Until today …. Had you heard of….did you know about ……Ada Lovelace??
Women used to be employed in programming as it was considered a skill needing dexterity - similar to knitting. It was consequently not well paid
Image 1. similar to later images of the ‘typing pool’
Image 2. Women at Bletchley Park.
Portrait by Alfred Edward Chalon, 1840
Arguably the most significant woman in computing was Ida, Countess of Lovelace, daughter of Lord Byron the poet.
Babbage referred to her as ‘the enchantress of numbers’.
Ada was a bright and curious child, and from her early years experimented with mechanical things. Her mother had been schooled by a Cambridge professor and excelled at mathematics.
Her father has famously been described by his peers as’ ‘mad, bad and dangerous to know’, one of the most famous British poets, from the Romantic tradition.
Facing mounting pressure as a result of his failed marriage, scandalous affairs and huge debts, Byron left England in April 1816 and never returned. He spent the summer of 1816 at Lake Geneva with Percy Bysshe Shelley, his wife Mary and Mary's half sister Claire Clairmont, with whom Byron had a daughter. Mary Wollstonecraft Shelley– a local connection, author of Frankenstein and daughter of the philosopher and feminist Mary Wollstonecraft. (one of BU Lecture Theatres is named after her).
Ida described her approach as ‘poetical science’ and herself as an ‘Analyst (& Metaphysician)’.
Mary Somerville – Somerville College Oxford named after her.
Ada Lovelace embodied many of her father's rebellious qualities. She is also considered to have been the world's first computer programmer, having written the first algorithm intended to be processed by a machine—Charles Babbage's analytical engine.
the world’s first programmable computer. It featured an arithmetic logic portion, control flow by loops and conditional branching, and separate memory – and all of this to be built using mechanical parts and powered by hand-cranking or steam!
In her paper, she included the world’s first published computer program, or algorithm – this was the Bernoulli number algorithm – and hence she is often cited as the world’s first computer programmer. It would be fair to say, though, that Babbage contributed much of this section – precisely how much is the subject of academic debate.
1st edition was sold for £95,000 in2018
Ada Lovelace. 1843 Translation of Menabrea’s Sketch of Charles Babbage’s Analytical Engine.
Ada Lovelace broke new ground in computing, identifying an entirely new concept. She realized that an analytical engine could go beyond numbers. This was the first ever perception of a modern computer – not just a calculator – but a machine that could contribute to other areas of human endeavor, for example composing music.
Ada Lovelace had grasped that anything that could be converted into numbers, such as music, or the alphabet (language) or images, could then be manipulated by computer algorithms.
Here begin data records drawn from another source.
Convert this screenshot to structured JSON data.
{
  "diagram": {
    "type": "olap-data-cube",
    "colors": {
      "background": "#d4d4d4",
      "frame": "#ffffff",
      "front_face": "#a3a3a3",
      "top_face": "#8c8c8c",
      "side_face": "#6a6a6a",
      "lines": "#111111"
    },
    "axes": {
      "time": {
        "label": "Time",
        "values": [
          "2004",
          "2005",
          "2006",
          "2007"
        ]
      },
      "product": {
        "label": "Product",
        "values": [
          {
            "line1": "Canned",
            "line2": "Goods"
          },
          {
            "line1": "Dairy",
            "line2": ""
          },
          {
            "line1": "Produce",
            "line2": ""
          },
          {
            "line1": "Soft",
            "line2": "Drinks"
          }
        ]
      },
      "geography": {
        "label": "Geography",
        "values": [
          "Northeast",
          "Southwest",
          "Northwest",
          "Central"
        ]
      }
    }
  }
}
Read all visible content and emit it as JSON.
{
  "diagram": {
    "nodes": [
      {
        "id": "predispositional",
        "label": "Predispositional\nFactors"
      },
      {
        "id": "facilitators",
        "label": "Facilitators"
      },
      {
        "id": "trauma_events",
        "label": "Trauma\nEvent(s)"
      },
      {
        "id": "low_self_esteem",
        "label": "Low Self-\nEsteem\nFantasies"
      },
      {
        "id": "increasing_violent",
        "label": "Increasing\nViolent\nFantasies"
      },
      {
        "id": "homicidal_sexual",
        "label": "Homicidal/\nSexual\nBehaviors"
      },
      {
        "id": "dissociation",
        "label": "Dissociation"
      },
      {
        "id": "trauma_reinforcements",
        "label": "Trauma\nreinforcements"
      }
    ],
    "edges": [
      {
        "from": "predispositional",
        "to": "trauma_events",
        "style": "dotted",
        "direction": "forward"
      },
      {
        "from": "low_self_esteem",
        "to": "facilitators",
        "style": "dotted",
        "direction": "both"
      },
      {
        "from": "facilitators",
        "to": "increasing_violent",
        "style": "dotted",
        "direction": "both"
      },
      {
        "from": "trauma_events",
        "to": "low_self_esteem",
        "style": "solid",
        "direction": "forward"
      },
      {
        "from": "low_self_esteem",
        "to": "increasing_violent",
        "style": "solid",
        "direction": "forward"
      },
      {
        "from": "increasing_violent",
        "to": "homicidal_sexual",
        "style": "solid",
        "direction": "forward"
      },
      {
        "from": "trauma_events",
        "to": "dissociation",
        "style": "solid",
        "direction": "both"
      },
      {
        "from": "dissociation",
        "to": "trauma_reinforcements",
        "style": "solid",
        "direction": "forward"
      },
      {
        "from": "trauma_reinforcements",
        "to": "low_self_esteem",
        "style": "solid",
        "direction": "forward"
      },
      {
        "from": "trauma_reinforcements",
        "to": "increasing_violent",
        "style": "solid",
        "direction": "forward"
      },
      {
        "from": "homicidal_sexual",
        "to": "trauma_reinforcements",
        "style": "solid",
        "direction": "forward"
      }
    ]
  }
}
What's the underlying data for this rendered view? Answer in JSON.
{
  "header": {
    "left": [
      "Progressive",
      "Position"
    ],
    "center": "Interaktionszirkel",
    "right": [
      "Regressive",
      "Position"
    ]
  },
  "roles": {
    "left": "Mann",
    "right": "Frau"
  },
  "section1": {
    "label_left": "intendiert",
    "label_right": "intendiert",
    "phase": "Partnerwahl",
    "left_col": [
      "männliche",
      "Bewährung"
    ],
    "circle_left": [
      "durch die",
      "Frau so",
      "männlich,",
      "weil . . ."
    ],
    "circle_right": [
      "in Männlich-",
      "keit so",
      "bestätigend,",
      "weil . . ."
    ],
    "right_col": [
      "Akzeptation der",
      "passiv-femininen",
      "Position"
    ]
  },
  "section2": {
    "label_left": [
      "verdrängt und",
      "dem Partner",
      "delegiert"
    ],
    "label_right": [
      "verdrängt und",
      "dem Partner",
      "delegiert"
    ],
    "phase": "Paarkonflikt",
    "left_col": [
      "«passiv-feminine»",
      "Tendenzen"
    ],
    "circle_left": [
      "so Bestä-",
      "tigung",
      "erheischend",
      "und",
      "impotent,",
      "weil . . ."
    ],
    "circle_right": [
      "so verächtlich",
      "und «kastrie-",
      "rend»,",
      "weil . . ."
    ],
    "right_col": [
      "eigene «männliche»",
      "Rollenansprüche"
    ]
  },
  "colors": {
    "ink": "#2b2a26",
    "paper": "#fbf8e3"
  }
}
An analytical engine had the potential to revolutionize the way the whole world worked, not just the world of mathematics.
In 1991, Doron Swade, Curator of Computing at London’s Science Museum, had a ‘difference engine’ built using Babbage’s design.
It weighed 5 tons and worked perfectly.
The figure of Ada Lovelace was rescued from oblivion when, after the first third of the twentieth century, the work of Alan Turing merged mathematical logic with universal computing. Turing himself gave the name Lady Lovelace’s Objection to his maxim that Artificial Intelligence cannot generate anything. An image of Ada Lovelace appeared in all certificates of authenticity for Windows 95, and today there are different initiatives bearing her name celebrating the advancement of women in the fields of mathematics, science and technology, including Ada Lovelace Day (October 11).